Anyway, this all goes to illustrate that United, in 2005-06, were in a bit of a strange place: the senior players were restless and the kids weren't quite there yet. Keane eventually left in mid-November, having failed to recover from an injury sustained against Liverpool. Meanwhile Ruud van Nistelrooy was moping around the training ground with an even longer face than usual, picking fights with the kids and making Cristiano Ronaldo cry.

Van Nistelrooy, so the story goes, had asked to leave shortly before the 2005 FA Cup final, citing his belief that United couldn't compete in Europe without players more experienced than Rooney and Ronaldo. Ferguson convinced him to stay on for one more season, only for United to turn in their worst European campaign in a generation. They failed to score home or away against both Lille and Villareal, and a defeat against Benfica relegated them to last place in their Champions League group, without even a Europa League parachute for consolation.

Still, both Ronaldo and Rooney showed enough of themselves to suggest that if Van Nistelrooy had a point, then he was also being a little short-term.
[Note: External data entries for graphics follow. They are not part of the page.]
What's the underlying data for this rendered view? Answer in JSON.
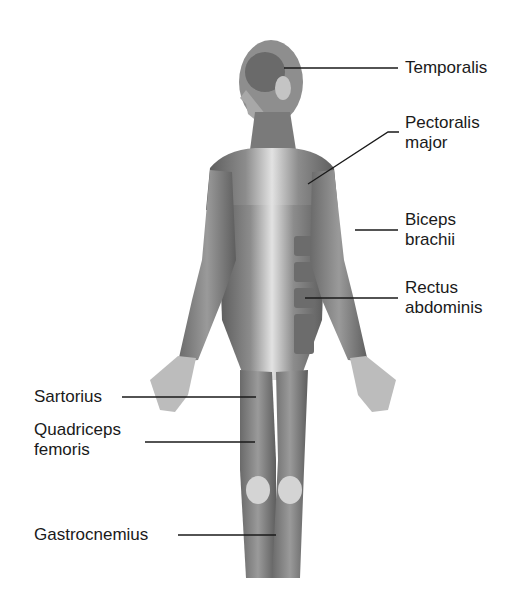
{
  "diagram": {
    "type": "anatomical-labeled-illustration",
    "colors": {
      "background": "#ffffff",
      "text": "#1a1a1a",
      "leader_line": "#1a1a1a",
      "muscle_dark": "#5a5a5a",
      "muscle_mid": "#8a8a8a",
      "muscle_light": "#d6d6d6"
    },
    "labels": [
      {
        "id": "temporalis",
        "text": "Temporalis",
        "side": "right"
      },
      {
        "id": "pectoralis-major",
        "text": "Pectoralis\nmajor",
        "side": "right"
      },
      {
        "id": "biceps-brachii",
        "text": "Biceps\nbrachii",
        "side": "right"
      },
      {
        "id": "rectus-abdominis",
        "text": "Rectus\nabdominis",
        "side": "right"
      },
      {
        "id": "sartorius",
        "text": "Sartorius",
        "side": "left"
      },
      {
        "id": "quadriceps-femoris",
        "text": "Quadriceps\nfemoris",
        "side": "left"
      },
      {
        "id": "gastrocnemius",
        "text": "Gastrocnemius",
        "side": "left"
      }
    ]
  }
}
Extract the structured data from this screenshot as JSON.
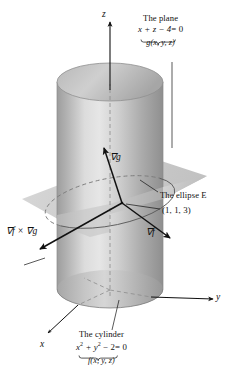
{
  "figure": {
    "title_semantic": "gradient-of-cylinder-and-plane-intersection-diagram",
    "axes": {
      "z_label": "z",
      "y_label": "y",
      "x_label": "x"
    },
    "plane_callout": {
      "line1": "The plane",
      "equation_lhs": "x + z − 4",
      "equation_rhs": "= 0",
      "underbrace_label": "g(x, y, z)"
    },
    "cylinder_callout": {
      "line1": "The cylinder",
      "equation_lhs_a": "x",
      "equation_sup_a": "2",
      "equation_mid": " + y",
      "equation_sup_b": "2",
      "equation_lhs_b": " − 2",
      "equation_rhs": "= 0",
      "underbrace_label": "f(x, y, z)"
    },
    "annotations": {
      "ellipse": "The ellipse E",
      "point": "(1, 1, 3)",
      "grad_g": "∇g",
      "grad_f": "∇f",
      "cross_product": "∇f × ∇g"
    },
    "colors": {
      "background": "#ffffff",
      "ink": "#111111",
      "cylinder_light": "#e2e2e2",
      "cylinder_mid": "#c5c5c5",
      "cylinder_dark": "#9a9a9a",
      "plane_fill": "#c9c9c9",
      "plane_fill_light": "#d8d8d8",
      "dashed_guide": "#8c8c8c"
    }
  }
}
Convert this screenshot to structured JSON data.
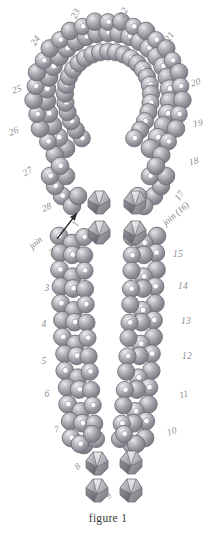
{
  "figure": {
    "caption": "figure 1",
    "background_color": "#ffffff",
    "bead_color": "#8d8d92",
    "bead_highlight_color": "#d8d8dc",
    "bead_outline_color": "#6f6f75",
    "bead_hole_color": "#ffffff",
    "bicone_light_color": "#e2e2e4",
    "bicone_mid_color": "#a9a9ae",
    "bicone_dark_color": "#6c6c72",
    "label_color": "#8e8e92",
    "caption_color": "#3a3a3a"
  },
  "labels": [
    {
      "id": "step-23",
      "text": "23",
      "x": 76,
      "y": 14,
      "rot": -62
    },
    {
      "id": "step-22",
      "text": "22",
      "x": 124,
      "y": 13,
      "rot": -62
    },
    {
      "id": "step-24",
      "text": "24",
      "x": 36,
      "y": 41,
      "rot": -55
    },
    {
      "id": "step-21",
      "text": "21",
      "x": 170,
      "y": 37,
      "rot": -58
    },
    {
      "id": "step-25",
      "text": "25",
      "x": 17,
      "y": 90,
      "rot": -18
    },
    {
      "id": "step-20",
      "text": "20",
      "x": 196,
      "y": 83,
      "rot": -16
    },
    {
      "id": "step-26",
      "text": "26",
      "x": 14,
      "y": 132,
      "rot": -22
    },
    {
      "id": "step-19",
      "text": "19",
      "x": 198,
      "y": 124,
      "rot": -10
    },
    {
      "id": "step-27",
      "text": "27",
      "x": 28,
      "y": 172,
      "rot": -30
    },
    {
      "id": "step-18",
      "text": "18",
      "x": 194,
      "y": 162,
      "rot": -14
    },
    {
      "id": "step-28",
      "text": "28",
      "x": 47,
      "y": 208,
      "rot": -22
    },
    {
      "id": "step-17",
      "text": "17",
      "x": 180,
      "y": 196,
      "rot": -55
    },
    {
      "id": "step-1",
      "text": "1",
      "x": 76,
      "y": 224,
      "rot": -62
    },
    {
      "id": "step-2",
      "text": "2",
      "x": 52,
      "y": 253,
      "rot": -26
    },
    {
      "id": "step-15",
      "text": "15",
      "x": 178,
      "y": 255,
      "rot": 0
    },
    {
      "id": "step-3",
      "text": "3",
      "x": 47,
      "y": 289,
      "rot": 0
    },
    {
      "id": "step-14",
      "text": "14",
      "x": 183,
      "y": 287,
      "rot": 0
    },
    {
      "id": "step-4",
      "text": "4",
      "x": 44,
      "y": 325,
      "rot": 0
    },
    {
      "id": "step-13",
      "text": "13",
      "x": 186,
      "y": 322,
      "rot": 0
    },
    {
      "id": "step-5",
      "text": "5",
      "x": 44,
      "y": 362,
      "rot": 0
    },
    {
      "id": "step-12",
      "text": "12",
      "x": 187,
      "y": 357,
      "rot": 0
    },
    {
      "id": "step-6",
      "text": "6",
      "x": 47,
      "y": 395,
      "rot": 0
    },
    {
      "id": "step-11",
      "text": "11",
      "x": 184,
      "y": 395,
      "rot": -12
    },
    {
      "id": "step-7",
      "text": "7",
      "x": 57,
      "y": 430,
      "rot": -16
    },
    {
      "id": "step-10",
      "text": "10",
      "x": 172,
      "y": 432,
      "rot": -18
    },
    {
      "id": "step-8",
      "text": "8",
      "x": 78,
      "y": 467,
      "rot": -42
    },
    {
      "id": "step-9",
      "text": "9",
      "x": 109,
      "y": 496,
      "rot": -62
    }
  ],
  "annotations": {
    "join_left": {
      "text": "join",
      "x": 36,
      "y": 243,
      "rot": -42
    },
    "join_right": {
      "text": "join (16)",
      "x": 176,
      "y": 214,
      "rot": -40
    },
    "arrow": {
      "from_x": 57,
      "from_y": 239,
      "to_x": 77,
      "to_y": 213
    }
  },
  "structure": {
    "loop_beads": 0,
    "stem_beads": 0,
    "bicone_groups": [
      {
        "name": "upper-bicones",
        "count": 4
      },
      {
        "name": "lower-bicones",
        "count": 4
      }
    ]
  }
}
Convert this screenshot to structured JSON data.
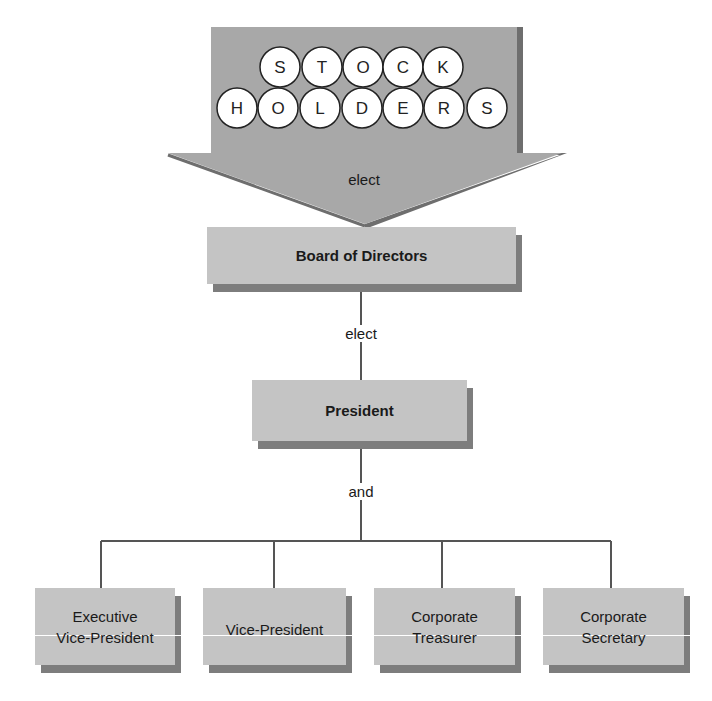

Rooney in particular slipped into United's first team as though it was a much-loved pair of trousers. He spent much of the season playing as Van Nistelrooy's strike partner, and ended the campaign with 19 goals — his best return yet — and his first trophy, as United overcame Wigan Athletic in the League Cup final. Rooney scored twice and was named Man of the Match.

United's league campaign wasn't quite the disaster that Keane anticipated, but an eight-point gap to champions Chelsea pointed towards a lot of work to do. For Rooney, however, we saw not just increasing confidence and a decent goal return. We also saw the arrival of one of the themes of his career; the obsession, the addiction, that defines him perhaps more than anything else. We're talking, of course, about chipping the keeper.

At the time, Rooney's two successful chips this season — over the heads of Wigan's Mike Pollitt and Newcastle's Shay Given — seemed pleasingly impudent. But perhaps Rooney and the rest of us might have been better served if one keeper or other had managed to get a paw to the ball. Then, perhaps, Ferguson might have taken his prodigy aside and had a word. Two words. "Stop chipping."

Instead, they both went in, and went to his head. Rooney started to think of himself as a footballer who chips the keeper, and so became a footballer who delicately spoons the ball onto the roof of the net while everybody around mutters "Oh, for God's sake, just shoot properly." And yes, it might seem churlish to criticise the goalscoring record of the record goalscorer. But we don't think it's unreasonable to suggest that if he'd missed his first couple of chips, then he could have ticked off the record years ago. Thanks, Mike. Thanks, Shay.

2005/06: 48 games, 19 goals, one League Cup. The chips in question are at about 2.55 and 5.02 in the video above.